→ **TASK PROMPT**
Within the material below, transcribe exactly the lines from the one holding "Identify the location of English." through the one holding "Task: Click on the BLOG", keeping both ends and skipping the rest.

:: SUPPLIED RECORDS

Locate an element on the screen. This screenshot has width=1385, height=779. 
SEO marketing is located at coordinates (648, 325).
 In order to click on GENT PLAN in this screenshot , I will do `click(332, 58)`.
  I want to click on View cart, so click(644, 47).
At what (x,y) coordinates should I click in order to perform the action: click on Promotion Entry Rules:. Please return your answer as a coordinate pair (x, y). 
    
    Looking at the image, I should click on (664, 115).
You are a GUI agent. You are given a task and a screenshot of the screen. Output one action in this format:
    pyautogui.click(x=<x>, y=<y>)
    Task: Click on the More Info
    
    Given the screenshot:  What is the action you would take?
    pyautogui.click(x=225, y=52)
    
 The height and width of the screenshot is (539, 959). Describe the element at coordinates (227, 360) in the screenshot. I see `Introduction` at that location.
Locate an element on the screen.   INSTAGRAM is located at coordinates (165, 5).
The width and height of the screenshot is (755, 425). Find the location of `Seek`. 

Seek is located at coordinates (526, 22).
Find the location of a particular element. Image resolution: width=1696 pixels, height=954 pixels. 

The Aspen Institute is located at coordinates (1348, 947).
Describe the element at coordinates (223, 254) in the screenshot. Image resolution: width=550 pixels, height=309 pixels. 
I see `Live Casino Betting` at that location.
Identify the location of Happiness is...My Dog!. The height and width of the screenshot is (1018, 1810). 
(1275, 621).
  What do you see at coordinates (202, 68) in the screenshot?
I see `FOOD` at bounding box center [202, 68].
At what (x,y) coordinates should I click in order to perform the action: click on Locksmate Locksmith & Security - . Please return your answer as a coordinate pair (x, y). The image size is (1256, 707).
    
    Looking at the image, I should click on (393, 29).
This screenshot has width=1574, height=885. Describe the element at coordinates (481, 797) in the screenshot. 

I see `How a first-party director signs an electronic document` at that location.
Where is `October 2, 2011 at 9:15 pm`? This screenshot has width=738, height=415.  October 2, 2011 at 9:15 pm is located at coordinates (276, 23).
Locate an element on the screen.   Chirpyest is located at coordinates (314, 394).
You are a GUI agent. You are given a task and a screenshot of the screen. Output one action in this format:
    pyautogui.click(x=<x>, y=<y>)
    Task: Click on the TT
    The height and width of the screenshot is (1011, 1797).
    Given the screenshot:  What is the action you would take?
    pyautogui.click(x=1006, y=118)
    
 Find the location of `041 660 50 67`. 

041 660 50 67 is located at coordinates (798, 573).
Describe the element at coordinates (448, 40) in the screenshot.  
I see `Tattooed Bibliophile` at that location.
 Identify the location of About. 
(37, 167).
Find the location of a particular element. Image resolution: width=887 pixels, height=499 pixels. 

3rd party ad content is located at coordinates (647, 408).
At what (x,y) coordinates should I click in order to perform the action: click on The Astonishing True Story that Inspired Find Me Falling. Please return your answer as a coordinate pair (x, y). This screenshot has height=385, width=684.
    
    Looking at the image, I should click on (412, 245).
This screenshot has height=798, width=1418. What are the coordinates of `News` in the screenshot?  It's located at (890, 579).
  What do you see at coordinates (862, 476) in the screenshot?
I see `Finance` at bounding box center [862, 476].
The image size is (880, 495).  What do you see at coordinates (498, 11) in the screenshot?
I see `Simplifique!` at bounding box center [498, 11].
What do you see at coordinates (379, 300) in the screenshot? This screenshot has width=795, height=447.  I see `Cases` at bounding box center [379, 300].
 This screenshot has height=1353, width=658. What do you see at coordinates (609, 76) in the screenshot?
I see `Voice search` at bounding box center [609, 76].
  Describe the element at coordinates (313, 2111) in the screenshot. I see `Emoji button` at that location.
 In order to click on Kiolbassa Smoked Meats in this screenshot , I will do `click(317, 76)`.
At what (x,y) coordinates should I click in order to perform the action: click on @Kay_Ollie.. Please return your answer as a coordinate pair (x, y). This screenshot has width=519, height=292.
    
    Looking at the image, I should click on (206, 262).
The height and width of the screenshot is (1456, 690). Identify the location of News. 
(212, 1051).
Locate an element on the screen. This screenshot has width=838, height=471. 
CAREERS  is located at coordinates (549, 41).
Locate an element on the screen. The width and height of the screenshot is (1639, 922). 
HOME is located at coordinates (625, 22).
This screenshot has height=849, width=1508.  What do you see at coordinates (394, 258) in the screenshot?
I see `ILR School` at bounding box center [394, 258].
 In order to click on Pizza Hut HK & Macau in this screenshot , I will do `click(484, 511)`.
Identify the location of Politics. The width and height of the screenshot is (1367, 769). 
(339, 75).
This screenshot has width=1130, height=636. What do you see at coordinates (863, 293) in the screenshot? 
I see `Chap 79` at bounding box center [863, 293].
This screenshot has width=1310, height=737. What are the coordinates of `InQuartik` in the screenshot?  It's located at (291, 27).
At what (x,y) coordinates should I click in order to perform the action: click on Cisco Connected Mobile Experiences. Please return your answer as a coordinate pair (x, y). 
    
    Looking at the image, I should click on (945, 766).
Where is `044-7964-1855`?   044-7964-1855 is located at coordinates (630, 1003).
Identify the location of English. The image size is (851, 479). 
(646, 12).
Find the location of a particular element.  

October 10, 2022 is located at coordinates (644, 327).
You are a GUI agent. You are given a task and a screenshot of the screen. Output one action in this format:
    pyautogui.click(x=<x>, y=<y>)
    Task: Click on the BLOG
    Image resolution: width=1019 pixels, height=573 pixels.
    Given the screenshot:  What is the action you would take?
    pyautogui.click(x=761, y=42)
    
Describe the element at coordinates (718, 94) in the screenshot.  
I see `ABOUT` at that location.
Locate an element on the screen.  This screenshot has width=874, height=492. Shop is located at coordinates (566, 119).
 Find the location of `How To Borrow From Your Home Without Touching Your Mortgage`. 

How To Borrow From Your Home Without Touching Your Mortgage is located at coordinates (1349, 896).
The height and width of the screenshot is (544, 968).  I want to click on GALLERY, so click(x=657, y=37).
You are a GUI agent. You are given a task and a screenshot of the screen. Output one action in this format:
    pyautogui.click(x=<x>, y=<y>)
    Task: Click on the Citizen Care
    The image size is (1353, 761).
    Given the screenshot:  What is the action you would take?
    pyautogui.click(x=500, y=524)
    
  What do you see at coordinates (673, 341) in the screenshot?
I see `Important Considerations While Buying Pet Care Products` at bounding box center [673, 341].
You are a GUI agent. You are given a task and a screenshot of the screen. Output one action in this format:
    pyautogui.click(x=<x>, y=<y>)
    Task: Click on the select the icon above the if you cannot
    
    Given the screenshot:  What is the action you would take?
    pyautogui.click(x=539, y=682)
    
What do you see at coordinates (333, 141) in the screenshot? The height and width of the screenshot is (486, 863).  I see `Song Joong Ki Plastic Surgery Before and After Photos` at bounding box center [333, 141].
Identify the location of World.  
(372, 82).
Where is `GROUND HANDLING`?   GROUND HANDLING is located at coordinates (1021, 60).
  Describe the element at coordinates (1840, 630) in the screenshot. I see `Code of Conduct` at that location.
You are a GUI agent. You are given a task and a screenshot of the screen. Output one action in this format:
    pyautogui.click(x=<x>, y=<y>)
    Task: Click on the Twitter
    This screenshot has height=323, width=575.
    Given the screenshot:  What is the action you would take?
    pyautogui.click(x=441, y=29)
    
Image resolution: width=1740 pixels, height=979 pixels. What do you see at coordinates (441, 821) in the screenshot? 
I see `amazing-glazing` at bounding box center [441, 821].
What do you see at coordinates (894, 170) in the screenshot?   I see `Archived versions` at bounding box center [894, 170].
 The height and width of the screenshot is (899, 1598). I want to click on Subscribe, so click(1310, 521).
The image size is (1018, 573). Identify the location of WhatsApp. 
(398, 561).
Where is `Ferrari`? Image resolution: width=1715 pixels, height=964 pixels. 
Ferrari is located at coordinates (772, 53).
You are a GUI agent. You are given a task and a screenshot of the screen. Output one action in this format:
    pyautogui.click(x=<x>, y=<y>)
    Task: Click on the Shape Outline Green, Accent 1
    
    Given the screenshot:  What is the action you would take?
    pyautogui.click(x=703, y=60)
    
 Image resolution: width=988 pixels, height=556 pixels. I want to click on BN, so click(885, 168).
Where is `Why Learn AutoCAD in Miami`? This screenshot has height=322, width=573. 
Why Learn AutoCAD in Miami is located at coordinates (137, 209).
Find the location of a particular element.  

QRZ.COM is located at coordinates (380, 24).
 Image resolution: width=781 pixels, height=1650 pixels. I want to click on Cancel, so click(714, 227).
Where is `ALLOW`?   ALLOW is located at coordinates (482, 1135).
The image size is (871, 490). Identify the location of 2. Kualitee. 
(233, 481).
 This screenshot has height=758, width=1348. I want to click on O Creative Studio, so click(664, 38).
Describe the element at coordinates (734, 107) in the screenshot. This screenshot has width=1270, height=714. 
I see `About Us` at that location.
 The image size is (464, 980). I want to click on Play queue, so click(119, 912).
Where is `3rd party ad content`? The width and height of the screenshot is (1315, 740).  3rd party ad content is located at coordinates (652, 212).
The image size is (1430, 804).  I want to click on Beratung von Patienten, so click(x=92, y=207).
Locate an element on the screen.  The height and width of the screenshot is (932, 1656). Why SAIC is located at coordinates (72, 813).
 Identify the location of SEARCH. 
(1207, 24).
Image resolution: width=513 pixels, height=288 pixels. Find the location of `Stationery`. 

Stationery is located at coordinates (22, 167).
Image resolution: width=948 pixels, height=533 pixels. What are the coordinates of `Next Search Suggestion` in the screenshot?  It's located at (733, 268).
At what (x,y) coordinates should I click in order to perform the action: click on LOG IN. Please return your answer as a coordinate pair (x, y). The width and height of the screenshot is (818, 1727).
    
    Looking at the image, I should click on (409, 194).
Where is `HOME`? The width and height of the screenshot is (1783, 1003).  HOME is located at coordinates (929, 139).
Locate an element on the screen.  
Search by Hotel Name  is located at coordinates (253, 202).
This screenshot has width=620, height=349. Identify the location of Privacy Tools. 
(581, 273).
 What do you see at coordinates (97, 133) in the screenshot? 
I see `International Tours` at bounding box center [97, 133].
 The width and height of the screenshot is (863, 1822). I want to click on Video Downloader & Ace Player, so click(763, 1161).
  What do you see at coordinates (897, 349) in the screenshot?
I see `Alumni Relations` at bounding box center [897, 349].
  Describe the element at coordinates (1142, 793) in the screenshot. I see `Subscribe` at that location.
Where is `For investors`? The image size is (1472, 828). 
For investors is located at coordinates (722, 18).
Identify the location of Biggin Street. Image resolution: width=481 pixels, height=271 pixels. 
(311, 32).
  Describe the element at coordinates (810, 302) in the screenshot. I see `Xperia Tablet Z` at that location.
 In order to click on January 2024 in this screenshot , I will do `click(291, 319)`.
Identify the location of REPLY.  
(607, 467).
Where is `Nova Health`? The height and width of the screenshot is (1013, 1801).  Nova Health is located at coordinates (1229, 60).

::::

→ **YOUR RESPONSE**
Identify the location of English. The image size is (851, 479). 
(646, 12).
Find the location of a particular element.  

October 10, 2022 is located at coordinates (644, 327).
You are a GUI agent. You are given a task and a screenshot of the screen. Output one action in this format:
    pyautogui.click(x=<x>, y=<y>)
    Task: Click on the BLOG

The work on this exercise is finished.